Publisher Copyright:
© 2019 Elsevier B.V.
PY - 2019
Y1 - 2019
N2 - Over 1.4 million people in the United States experience traumatic brain injury (TBI) each year and approximately 52,000 people die annually due to complications related to TBI. Traditionally, TBI has been viewed as a static injury with significant consequences for frontal lobe functioning that plateaus after some window of recovery, remaining relatively stable thereafter. However, over the past decade there has been growing consensus that the consequences of TBI are dynamic, with unique characteristics expressed at the individual level and over the life span. This chapter first discusses the pathophysiology of TBI in order to understand its dynamic process and then describes the behavioral changes that are the result of injury with focus on frontal lobe functions. It integrates a historical perspective on structural and functional brain-imaging approaches used to understand how TBI impacts the frontal lobes, as well as more recent approaches to examine large-scale network changes after TBI. The factors most useful for outcome prediction are surveyed, along with how the theoretical frameworks used to predict recovery have developed over time. In this chapter, the authors argue for the need to understand outcome after TBI as a dynamic process with individual trajectories, taking a network theory perspective to understand the consequences of disrupting frontal systems in TBI. Within this framework, understanding frontal lobe dysfunction within a larger coordinated neural network to study TBI may provide a novel perspective in outcome prediction and in developing individualized treatments.

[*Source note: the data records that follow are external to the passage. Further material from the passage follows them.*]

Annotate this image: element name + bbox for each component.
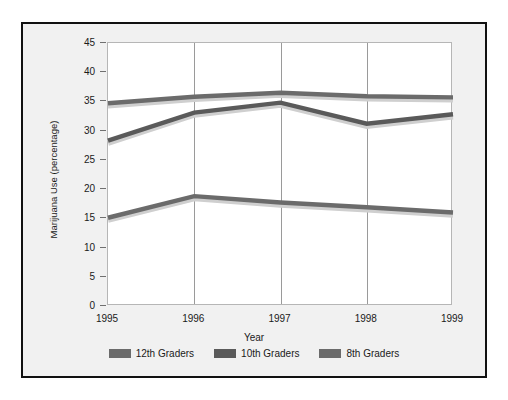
y-axis-tick-mark bbox=[100, 217, 106, 218]
y-axis-tick-label: 0 bbox=[61, 300, 95, 311]
y-axis-tick-mark bbox=[100, 71, 106, 72]
series-lines bbox=[108, 43, 453, 306]
figure-frame: Marijuana Use (percentage) 0510152025303… bbox=[21, 22, 487, 378]
legend-swatch bbox=[319, 349, 341, 358]
y-axis-title: Marijuana Use (percentage) bbox=[48, 90, 59, 270]
y-axis-tick-mark bbox=[100, 159, 106, 160]
y-axis-tick-label: 45 bbox=[61, 37, 95, 48]
x-axis-tick-label: 1996 bbox=[163, 313, 223, 324]
x-axis-tick-label: 1995 bbox=[77, 313, 137, 324]
y-axis-tick-label: 10 bbox=[61, 241, 95, 252]
y-axis-tick-mark bbox=[100, 305, 106, 306]
line-chart: Marijuana Use (percentage) 0510152025303… bbox=[23, 24, 485, 376]
chart-legend: 12th Graders10th Graders8th Graders bbox=[23, 348, 485, 359]
y-axis-tick-label: 40 bbox=[61, 66, 95, 77]
y-axis-tick-label: 25 bbox=[61, 153, 95, 164]
x-axis-tick-label: 1999 bbox=[422, 313, 482, 324]
y-axis-tick-mark bbox=[100, 42, 106, 43]
y-axis-tick-label: 5 bbox=[61, 270, 95, 281]
legend-label: 8th Graders bbox=[346, 348, 399, 359]
legend-swatch bbox=[109, 349, 131, 358]
x-axis-tick-label: 1997 bbox=[250, 313, 310, 324]
legend-label: 10th Graders bbox=[241, 348, 299, 359]
legend-item[interactable]: 10th Graders bbox=[214, 348, 299, 359]
y-axis-tick-mark bbox=[100, 188, 106, 189]
y-axis-tick-mark bbox=[100, 247, 106, 248]
plot-area bbox=[107, 42, 452, 305]
y-axis-tick-mark bbox=[100, 276, 106, 277]
x-axis-title: Year bbox=[23, 332, 485, 343]
y-axis-tick-mark bbox=[100, 100, 106, 101]
y-axis-tick-label: 20 bbox=[61, 183, 95, 194]
y-axis-tick-label: 30 bbox=[61, 124, 95, 135]
legend-item[interactable]: 8th Graders bbox=[319, 348, 399, 359]
y-axis-tick-mark bbox=[100, 130, 106, 131]
legend-label: 12th Graders bbox=[136, 348, 194, 359]
y-axis-tick-label: 35 bbox=[61, 95, 95, 106]
legend-item[interactable]: 12th Graders bbox=[109, 348, 194, 359]
x-axis-tick-label: 1998 bbox=[336, 313, 396, 324]
legend-swatch bbox=[214, 349, 236, 358]
series-line bbox=[108, 103, 453, 141]
y-axis-tick-label: 15 bbox=[61, 212, 95, 223]
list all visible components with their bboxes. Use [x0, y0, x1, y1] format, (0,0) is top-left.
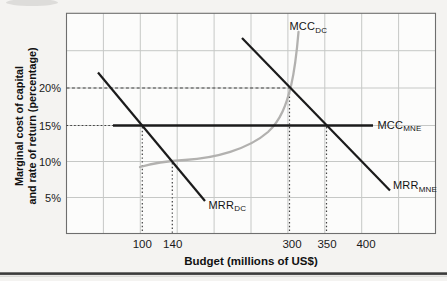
x-tick-400: 400: [356, 238, 375, 250]
scan-artifact: [6, 0, 58, 6]
mcc-mne-label-sub: MNE: [403, 124, 421, 133]
x-tick-350: 350: [317, 238, 336, 250]
y-axis-title-line2: and rate of return (percentage): [26, 47, 38, 205]
mcc-dc-label-main: MCC: [290, 20, 316, 32]
mrr-mne-label-main: MRR: [393, 179, 419, 191]
y-axis-ticks: 20% 15% 10% 5%: [39, 82, 61, 204]
mrr-dc-label-main: MRR: [209, 199, 235, 211]
mcc-dc-label-sub: DC: [315, 26, 327, 35]
x-axis-ticks: 100 140 300 350 400: [133, 238, 376, 250]
y-tick-5: 5%: [45, 192, 61, 204]
x-tick-300: 300: [282, 238, 301, 250]
x-axis-title: Budget (millions of US$): [184, 255, 318, 267]
y-axis-title: Marginal cost of capital and rate of ret…: [13, 47, 38, 205]
bottom-rule-dark: [0, 272, 447, 275]
mrr-mne-label-sub: MNE: [419, 185, 437, 194]
x-tick-100: 100: [133, 238, 152, 250]
y-tick-15: 15%: [39, 120, 61, 132]
x-tick-140: 140: [163, 238, 182, 250]
economics-figure: 20% 15% 10% 5% 100 140 300 350 400 MCCDC…: [0, 0, 447, 281]
mrr-dc-label-sub: DC: [234, 204, 246, 213]
mcc-mne-label-main: MCC: [378, 119, 404, 131]
bottom-rule: [0, 272, 447, 276]
y-tick-20: 20%: [39, 82, 61, 94]
chart-canvas: 20% 15% 10% 5% 100 140 300 350 400 MCCDC…: [0, 0, 447, 281]
y-tick-10: 10%: [39, 156, 61, 168]
y-axis-title-line1: Marginal cost of capital: [13, 66, 25, 186]
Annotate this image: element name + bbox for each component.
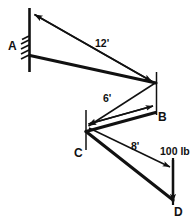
dimension-AB	[35, 15, 157, 116]
wall-hatching	[21, 36, 29, 59]
fixed-wall-support	[21, 8, 30, 72]
node-label-D: D	[174, 206, 183, 218]
dimension-label-8ft: 8'	[131, 141, 139, 152]
node-label-B: B	[158, 111, 167, 123]
frame-diagram-figure: A B C D 12' 6' 8' 100 lb	[0, 0, 196, 223]
member-AB	[30, 56, 156, 84]
node-label-C: C	[74, 147, 83, 159]
dimension-label-12ft: 12'	[95, 38, 109, 49]
dimension-label-6ft: 6'	[103, 93, 111, 104]
dimension-AB-arrow-right	[35, 15, 153, 82]
member-CD	[86, 132, 173, 201]
dimension-6ft-leader	[89, 83, 157, 127]
dimension-CD-arrow-right	[89, 128, 170, 167]
node-label-A: A	[8, 40, 17, 52]
load-label-100lb: 100 lb	[160, 146, 190, 157]
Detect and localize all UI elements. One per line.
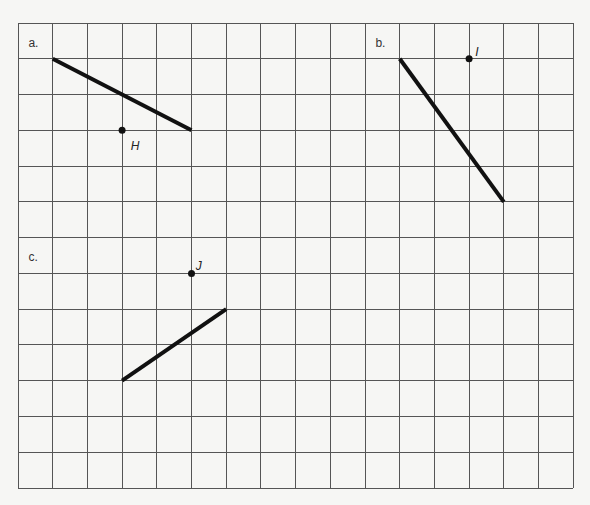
point-i-marker — [466, 55, 473, 62]
part-c-label: c. — [28, 250, 37, 264]
point-j-marker — [188, 270, 195, 277]
part-b: b. I — [375, 36, 503, 202]
point-h-label: H — [131, 139, 140, 153]
point-j-label: J — [195, 259, 203, 273]
grid-diagram: a. H b. I c. J — [0, 0, 590, 505]
grid-lines — [18, 23, 573, 488]
point-h-marker — [119, 127, 126, 134]
part-a-label: a. — [28, 36, 38, 50]
point-i-label: I — [475, 45, 479, 59]
part-c: c. J — [28, 250, 226, 380]
part-b-label: b. — [375, 36, 385, 50]
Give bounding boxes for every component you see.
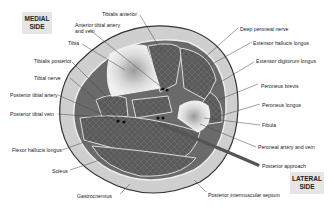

AB - Over 1.4 million people in the United States experience traumatic brain injury (TBI) each year and approximately 52,000 people die annually due to complications related to TBI. Traditionally, TBI has been viewed as a static injury with significant consequences for frontal lobe functioning that plateaus after some window of recovery, remaining relatively stable thereafter. However, over the past decade there has been growing consensus that the consequences of TBI are dynamic, with unique characteristics expressed at the individual level and over the life span. This chapter first discusses the pathophysiology of TBI in order to understand its dynamic process and then describes the behavioral changes that are the result of injury with focus on frontal lobe functions. It integrates a historical perspective on structural and functional brain-imaging approaches used to understand how TBI impacts the frontal lobes, as well as more recent approaches to examine large-scale network changes after TBI. The factors most useful for outcome prediction are surveyed, along with how the theoretical frameworks used to predict recovery have developed over time. In this chapter, the authors argue for the need to understand outcome after TBI as a dynamic process with individual trajectories, taking a network theory perspective to understand the consequences of disrupting frontal systems in TBI. Within this framework, understanding frontal lobe dysfunction within a larger coordinated neural network to study TBI may provide a novel perspective in outcome prediction and in developing individualized treatments.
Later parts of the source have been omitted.